[What is needed]
Write out the entries below exactly, from the first line to the one with "The height and width of the screenshot is (1780, 822).", both ends included.
★ ★ ★ ★
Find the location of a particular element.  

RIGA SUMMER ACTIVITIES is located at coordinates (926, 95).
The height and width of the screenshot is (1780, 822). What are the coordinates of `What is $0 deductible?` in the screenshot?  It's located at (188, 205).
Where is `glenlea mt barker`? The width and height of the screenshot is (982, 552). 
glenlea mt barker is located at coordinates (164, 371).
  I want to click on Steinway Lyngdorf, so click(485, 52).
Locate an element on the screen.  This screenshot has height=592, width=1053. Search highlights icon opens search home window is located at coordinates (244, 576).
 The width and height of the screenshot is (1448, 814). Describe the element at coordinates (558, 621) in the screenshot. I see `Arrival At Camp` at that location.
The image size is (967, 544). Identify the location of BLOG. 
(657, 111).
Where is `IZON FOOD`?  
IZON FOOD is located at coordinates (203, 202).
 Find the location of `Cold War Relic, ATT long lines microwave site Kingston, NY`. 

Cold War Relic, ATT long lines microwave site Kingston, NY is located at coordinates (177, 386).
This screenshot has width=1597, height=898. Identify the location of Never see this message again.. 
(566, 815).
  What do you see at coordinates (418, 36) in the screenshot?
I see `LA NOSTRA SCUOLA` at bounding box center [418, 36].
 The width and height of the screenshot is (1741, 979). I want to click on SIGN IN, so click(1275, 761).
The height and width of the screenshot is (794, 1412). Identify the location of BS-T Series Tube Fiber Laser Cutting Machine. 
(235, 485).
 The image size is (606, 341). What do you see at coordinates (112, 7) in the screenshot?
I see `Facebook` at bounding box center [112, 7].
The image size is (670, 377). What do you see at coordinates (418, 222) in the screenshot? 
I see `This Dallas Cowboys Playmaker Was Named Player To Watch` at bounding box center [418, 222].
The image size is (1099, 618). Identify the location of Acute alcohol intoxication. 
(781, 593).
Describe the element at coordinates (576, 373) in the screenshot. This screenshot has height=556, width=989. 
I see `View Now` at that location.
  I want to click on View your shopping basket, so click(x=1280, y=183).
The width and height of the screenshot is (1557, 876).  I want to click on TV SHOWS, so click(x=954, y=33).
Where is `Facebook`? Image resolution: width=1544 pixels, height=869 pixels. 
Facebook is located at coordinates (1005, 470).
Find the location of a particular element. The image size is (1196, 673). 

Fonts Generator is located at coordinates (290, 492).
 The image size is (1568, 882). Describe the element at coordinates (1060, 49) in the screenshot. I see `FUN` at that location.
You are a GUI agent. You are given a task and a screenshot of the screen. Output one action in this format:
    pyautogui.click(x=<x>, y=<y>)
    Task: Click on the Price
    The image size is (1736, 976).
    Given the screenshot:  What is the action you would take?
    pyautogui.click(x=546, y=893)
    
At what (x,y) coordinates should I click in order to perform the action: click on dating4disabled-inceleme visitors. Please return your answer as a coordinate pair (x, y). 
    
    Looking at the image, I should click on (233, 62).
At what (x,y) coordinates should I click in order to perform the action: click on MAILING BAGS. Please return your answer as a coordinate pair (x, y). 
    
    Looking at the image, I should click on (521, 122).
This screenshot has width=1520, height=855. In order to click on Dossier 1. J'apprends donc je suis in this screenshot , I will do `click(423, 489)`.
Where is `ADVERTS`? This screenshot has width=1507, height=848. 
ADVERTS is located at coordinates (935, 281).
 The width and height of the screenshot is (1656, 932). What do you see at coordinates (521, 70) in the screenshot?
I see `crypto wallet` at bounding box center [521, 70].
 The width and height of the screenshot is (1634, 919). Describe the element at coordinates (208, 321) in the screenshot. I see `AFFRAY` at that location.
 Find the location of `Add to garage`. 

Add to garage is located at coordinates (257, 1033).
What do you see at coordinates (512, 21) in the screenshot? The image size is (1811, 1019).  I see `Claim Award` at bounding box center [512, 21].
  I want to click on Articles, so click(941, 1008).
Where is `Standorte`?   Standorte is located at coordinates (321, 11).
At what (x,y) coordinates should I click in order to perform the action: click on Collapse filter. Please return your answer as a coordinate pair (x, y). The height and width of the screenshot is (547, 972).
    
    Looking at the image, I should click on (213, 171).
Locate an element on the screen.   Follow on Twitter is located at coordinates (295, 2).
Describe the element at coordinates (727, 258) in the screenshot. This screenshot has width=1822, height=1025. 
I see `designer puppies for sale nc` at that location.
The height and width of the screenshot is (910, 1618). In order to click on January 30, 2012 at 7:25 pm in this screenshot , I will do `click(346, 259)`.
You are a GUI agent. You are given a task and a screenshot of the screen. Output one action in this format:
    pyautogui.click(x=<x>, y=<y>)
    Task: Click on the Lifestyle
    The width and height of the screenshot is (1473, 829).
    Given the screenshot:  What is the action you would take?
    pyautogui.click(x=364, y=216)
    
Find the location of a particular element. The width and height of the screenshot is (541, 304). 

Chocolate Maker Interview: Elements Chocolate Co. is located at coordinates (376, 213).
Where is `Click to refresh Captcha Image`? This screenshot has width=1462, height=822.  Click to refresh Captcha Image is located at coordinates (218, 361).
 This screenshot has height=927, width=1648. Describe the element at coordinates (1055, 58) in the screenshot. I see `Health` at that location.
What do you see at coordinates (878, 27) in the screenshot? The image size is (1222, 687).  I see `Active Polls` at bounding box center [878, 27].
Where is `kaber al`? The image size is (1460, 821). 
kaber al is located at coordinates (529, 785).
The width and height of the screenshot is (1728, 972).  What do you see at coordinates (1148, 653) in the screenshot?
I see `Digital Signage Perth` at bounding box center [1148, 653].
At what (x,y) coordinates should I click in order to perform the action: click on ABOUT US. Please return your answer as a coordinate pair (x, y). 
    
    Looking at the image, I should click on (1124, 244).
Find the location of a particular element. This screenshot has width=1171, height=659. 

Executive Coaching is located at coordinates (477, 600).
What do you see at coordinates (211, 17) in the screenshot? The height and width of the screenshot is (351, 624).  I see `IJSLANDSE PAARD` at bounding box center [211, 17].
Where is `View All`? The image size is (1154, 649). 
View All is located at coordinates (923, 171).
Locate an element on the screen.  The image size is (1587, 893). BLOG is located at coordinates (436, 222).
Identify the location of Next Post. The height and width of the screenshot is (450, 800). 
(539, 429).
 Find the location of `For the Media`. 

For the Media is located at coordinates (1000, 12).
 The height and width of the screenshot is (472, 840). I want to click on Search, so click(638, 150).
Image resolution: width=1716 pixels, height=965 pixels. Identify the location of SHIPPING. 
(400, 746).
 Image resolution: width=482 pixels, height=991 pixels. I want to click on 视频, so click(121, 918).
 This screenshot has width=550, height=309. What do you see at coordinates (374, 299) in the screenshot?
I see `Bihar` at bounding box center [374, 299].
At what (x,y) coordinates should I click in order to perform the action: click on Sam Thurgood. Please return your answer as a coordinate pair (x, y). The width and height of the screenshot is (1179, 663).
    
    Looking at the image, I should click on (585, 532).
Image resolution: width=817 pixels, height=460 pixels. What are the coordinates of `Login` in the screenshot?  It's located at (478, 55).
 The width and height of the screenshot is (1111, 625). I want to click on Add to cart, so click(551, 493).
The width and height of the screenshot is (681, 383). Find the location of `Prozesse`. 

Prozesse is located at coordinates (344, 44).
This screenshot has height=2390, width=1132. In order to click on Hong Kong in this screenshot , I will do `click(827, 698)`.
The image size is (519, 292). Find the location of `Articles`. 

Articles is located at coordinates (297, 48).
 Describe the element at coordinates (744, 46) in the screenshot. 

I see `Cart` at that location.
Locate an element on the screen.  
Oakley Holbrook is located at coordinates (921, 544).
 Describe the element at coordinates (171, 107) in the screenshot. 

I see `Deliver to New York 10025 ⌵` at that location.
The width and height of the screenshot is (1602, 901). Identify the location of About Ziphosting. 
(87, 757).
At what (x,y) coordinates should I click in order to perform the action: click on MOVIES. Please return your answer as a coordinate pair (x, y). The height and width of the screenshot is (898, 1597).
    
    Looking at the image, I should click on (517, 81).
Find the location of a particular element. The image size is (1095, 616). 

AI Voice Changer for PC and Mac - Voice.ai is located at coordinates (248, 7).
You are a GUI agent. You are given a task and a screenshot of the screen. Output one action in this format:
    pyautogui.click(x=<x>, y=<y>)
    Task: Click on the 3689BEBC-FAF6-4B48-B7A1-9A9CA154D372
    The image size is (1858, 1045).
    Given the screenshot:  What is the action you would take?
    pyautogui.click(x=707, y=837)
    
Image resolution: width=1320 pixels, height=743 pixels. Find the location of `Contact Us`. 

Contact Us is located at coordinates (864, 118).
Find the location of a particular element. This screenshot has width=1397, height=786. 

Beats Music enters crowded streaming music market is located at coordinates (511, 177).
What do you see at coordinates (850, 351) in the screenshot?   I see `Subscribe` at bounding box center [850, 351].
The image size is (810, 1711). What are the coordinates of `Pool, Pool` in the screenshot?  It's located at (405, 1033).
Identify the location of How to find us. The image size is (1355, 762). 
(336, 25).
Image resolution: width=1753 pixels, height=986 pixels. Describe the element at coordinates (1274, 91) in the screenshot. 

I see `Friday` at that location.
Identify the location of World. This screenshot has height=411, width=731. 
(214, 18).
★ ★ ★ ★
[Answer box]
Find the location of a particular element.  

RIGA SUMMER ACTIVITIES is located at coordinates (926, 95).
The height and width of the screenshot is (1780, 822). What are the coordinates of `What is $0 deductible?` in the screenshot?  It's located at (188, 205).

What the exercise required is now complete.